Odds are your firm is losing money because of fraud. Whether perpetrated through supply chain schemes, identity theft, insider activity, or other means, fraud is prevalent and you need to fight back.
Research shows why businesses need to devote more attention to fraud prevention. Companies who participated in latest Annual Global Fraud Survey from the Association of Certified Fraud Examiners estimated they lost 5% of their revenues annually to fraud.1 The survey, year after year, found that nearly 80% of fraud involved employees.
The median losses uncovered in companies with less than 100 employees is comparable to those for companies with more than 10,000 employees; however, the financial repercussions are often greater for smaller organizations.
Common fraud schemes
The large amount of fraud and risk incidents reported reflect criminals getting smarter in their deceptions. Five common fraud schemes involve people taking advantage of their access or internal vulnerabilities:2
- Financial frauds can involve employees abusing their authority to embezzle or move funds elsewhere. Other financial frauds take forms as fake orders, duplicate payments, inflated expense reports or work hours, and personnel inflating sales to get more commission.
- Supply chain schemes may involve fake purchase orders, deliveries that go missing or “fall off the truck,” or an employee creating and paying a false supplier.
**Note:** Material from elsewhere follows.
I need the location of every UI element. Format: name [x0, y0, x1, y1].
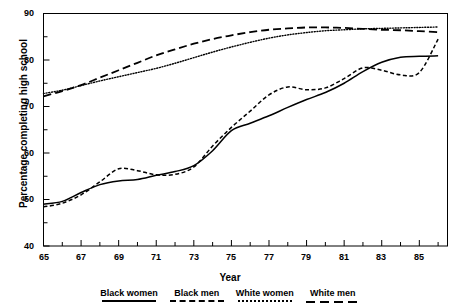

- Employees have undisclosed interests in a supplier, receive kickbacks, or accept cash or gifts for using the vendor’s services.
- Account takeovers where employees access customer or company accounts and make unauthorized withdrawals.
- Identity theft situations with contracts signed by the fraudster or where customer or employee information is stolen and used.
What you can do about it
Reducing your firm’s risk of fraud and embezzlement involves incorporating steps for prevention, minimizing losses, and detection. Here are some best practices:3,4
- Set up internal checks and balances by establishing separation of duties and dual controls on financial transactions. This means not investing too much trust in any one person.
- Reconcile accounts (and inventories) regularly to find any errors or odd entries. Ideally, the reconciliation should not be done by the person who pays the bills (checks and balances!). Also, make year-over-year comparisons to find anomalies.
- Take advantage of electronic banking and bill pay systems, particularly systems that suspend payment when incoming checks do not match issued checks.
- Establish a way for employees to confidentially report fraudsters. Insider tips are a top means for companies to find out about frauds.
- Do not depend solely on internal human oversight. Overworked, multitasking employees have other priorities and lack the expertise to identify many anomalies. Consider hiring an outside agency to provide your firm with impartial oversight and manage your full credit-risk cycle.
Don’t wait until you identify a problem to take action and protect your assets. The odds, unfortunately, are that some fraud exists. Consider the flexibility of working with a regional firm that knows the area you serve and your field of business.
1 Association of Certified Fraud Examiners. 2017. “2016 Global Fraud Study: Report to the Nations on Occupational Fraud and Abuse.” Source.
2 Hardwick, Ron. 2007. “Supply Chain Fraud in the 21st Century, Knowledge Insight.” CIPS. Source.
3 Leuchtner, Tom. 2011. “4 Internal Frauds and How to Spot Them.” Banking Exchange. Source.
4 Kolly, Dwayne. 2014. “Preventing Losses from Fraud, Forgery, and Embezzlement.” Business Bank of Texas. Source.